US Navy’s first laser-equipped ship returns to US ahead of retiring

Authorities

The US Navy’s afloat forward staging base-interim USS Ponce (AFSB(I) 15) returned to Naval Station Norfolk September 27 after spending over five years overseas.

The navy’s first laser-weapon system fitted ship returned from the U.S. 5th Fleet area of operations and is set to be decommissioned and dismantled later this year.

Nicknamed “Proud Lion,” Ponce was reclassified from an amphibious transport dock ship to an interim afloat forward staging base with a hybrid crew of Navy and Military Sealift Command personnel.

They deployed to the Navy’s U.S. 5th Fleet and had been forward-deployed there since July 2012. The reclassification was experimental and based on the aircraft carrier USS Kitty Hawk’s (CV 63) role as an afloat special operations staging base during Operation Enduring Freedom in 2001.

Following a mandate from the Chief of Naval Operations, U.S. Fleet Forces Command, in cooperation with the Military Sealift Command, coordinated efforts to provide Ponce as a response to a U.S. Central Command request for an afloat forward staging base to conduct a variety of in-theater sea operations. After successful implementation, Ponce remained in the U.S. 5th Fleet area of operations providing a platform capable of completing a variety of missions including humanitarian relief, special operations, mine countermeasure operations and serving as a command and control asset.

“The U.S. Navy’s ‘Proud Lion’ is America’s proof of concept of innovative warfighting operations and a testament to unmatched professionalism,” said Brig. Gen. Francis L. Donovan, commander, Naval Amphibious Forces, Task Force 51, 5th Marine Expeditionary Brigade.

The ship was commissioned July 10, 1971, in Norfolk, as an Austin-class amphibious transport dock ship (LPD). She became a workhorse of the Atlantic Fleet, completing 27 North Atlantic, Caribbean, Mediterranean, Indian Ocean and Arabian Gulf deployments over the next 42 years. In 2011, the ship was selected for decommissioning after her final deployment and began deactivation in November 2011 for a March 30 decommissioning. Refitted as an afloat forward staging base (interim), the ship gained new life and a hybrid crew.

In 2014, Ponce tested the laser weapons system, the first of its kind to be employed aboard a deployed U.S. Navy warship. Ponce’s participation in the development of this system was essential to defining a generation of directed energy weapons currently in development.

During her time in the 5th Fleet, Ponce deployed throughout the Gulf of Aden, Horn of Africa, South Red Sea and Arabian Gulf to conduct expeditionary operations in support of diverse missions that included crisis response, airborne mine countermeasures, counter-piracy operations, maritime security operations and humanitarian aid/disaster relief missions.

Ponce was relieved in U.S 5th Fleet by the expeditionary sea base USS Lewis B. Puller (ESB 3), the first U.S. ship commissioned outside the United States and the first ship built specifically for the purpose of serving as an afloat, forward-staging base.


[WHAT THE TASK REQUIRES]:
Before copying, remove every picture, and then repeat all entries below precisely as written.
Start of DATA
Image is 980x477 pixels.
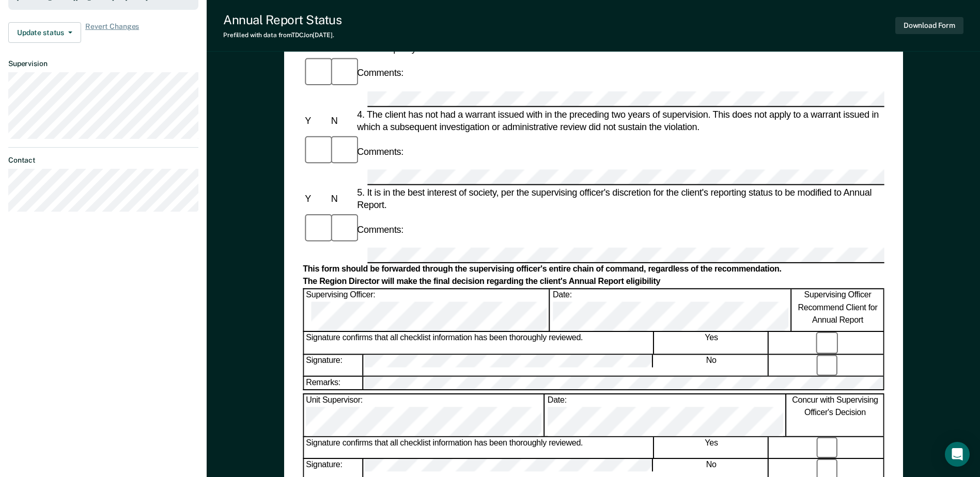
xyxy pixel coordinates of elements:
button: Update status [8,22,81,43]
div: The Region Director will make the final decision regarding the client's Annual Report eligibility [302,277,884,288]
div: 5. It is in the best interest of society, per the supervising officer's discretion for the client... [354,186,884,211]
div: Annual Report Status [223,12,341,27]
div: Prefilled with data from TDCJ on [DATE] . [223,31,341,39]
div: Signature confirms that all checklist information has been thoroughly reviewed. [303,437,654,458]
div: Signature confirms that all checklist information has been thoroughly reviewed. [303,333,654,353]
div: Comments: [354,67,406,79]
div: Open Intercom Messenger [945,442,969,466]
div: Comments: [354,145,406,157]
div: This form should be forwarded through the supervising officer's entire chain of command, regardle... [302,264,884,276]
div: Date: [546,395,785,436]
dt: Contact [8,156,199,165]
div: Date: [551,290,790,331]
dt: Supervision [8,59,199,68]
div: Remarks: [303,376,363,389]
div: N [329,115,354,127]
span: Revert Changes [85,22,139,43]
div: Yes [654,333,768,353]
div: Comments: [354,223,406,236]
div: Signature: [303,354,363,376]
div: No [654,354,768,376]
div: Unit Supervisor: [303,395,544,436]
button: Download Form [895,17,964,34]
div: N [329,193,354,205]
div: Supervising Officer: [303,290,550,331]
div: Y [302,193,329,205]
div: Yes [654,437,768,458]
div: Concur with Supervising Officer's Decision [786,395,884,436]
div: Supervising Officer Recommend Client for Annual Report [792,290,884,331]
div: 4. The client has not had a warrant issued with in the preceding two years of supervision. This d... [354,109,884,133]
div: Y [302,115,329,127]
End of DATA
[SOLUTION BELOW]:
Image is 980x477 pixels.
xyxy pixel coordinates of elements:
button: Update status [8,22,81,43]
div: The Region Director will make the final decision regarding the client's Annual Report eligibility [302,277,884,288]
div: 5. It is in the best interest of society, per the supervising officer's discretion for the client... [354,186,884,211]
div: Annual Report Status [223,12,341,27]
div: Prefilled with data from TDCJ on [DATE] . [223,31,341,39]
div: Signature confirms that all checklist information has been thoroughly reviewed. [303,437,654,458]
div: Signature confirms that all checklist information has been thoroughly reviewed. [303,333,654,353]
div: Comments: [354,67,406,79]
div: Open Intercom Messenger [945,442,969,466]
div: Comments: [354,145,406,157]
div: This form should be forwarded through the supervising officer's entire chain of command, regardle... [302,264,884,276]
div: Date: [546,395,785,436]
dt: Contact [8,156,199,165]
div: Date: [551,290,790,331]
dt: Supervision [8,59,199,68]
div: Remarks: [303,376,363,389]
div: N [329,115,354,127]
span: Revert Changes [85,22,139,43]
div: Yes [654,333,768,353]
div: Comments: [354,223,406,236]
div: Signature: [303,354,363,376]
div: No [654,354,768,376]
div: Unit Supervisor: [303,395,544,436]
button: Download Form [895,17,964,34]
div: N [329,193,354,205]
div: Supervising Officer: [303,290,550,331]
div: Y [302,193,329,205]
div: Yes [654,437,768,458]
div: Concur with Supervising Officer's Decision [786,395,884,436]
div: Supervising Officer Recommend Client for Annual Report [792,290,884,331]
div: 4. The client has not had a warrant issued with in the preceding two years of supervision. This d... [354,109,884,133]
div: Y [302,115,329,127]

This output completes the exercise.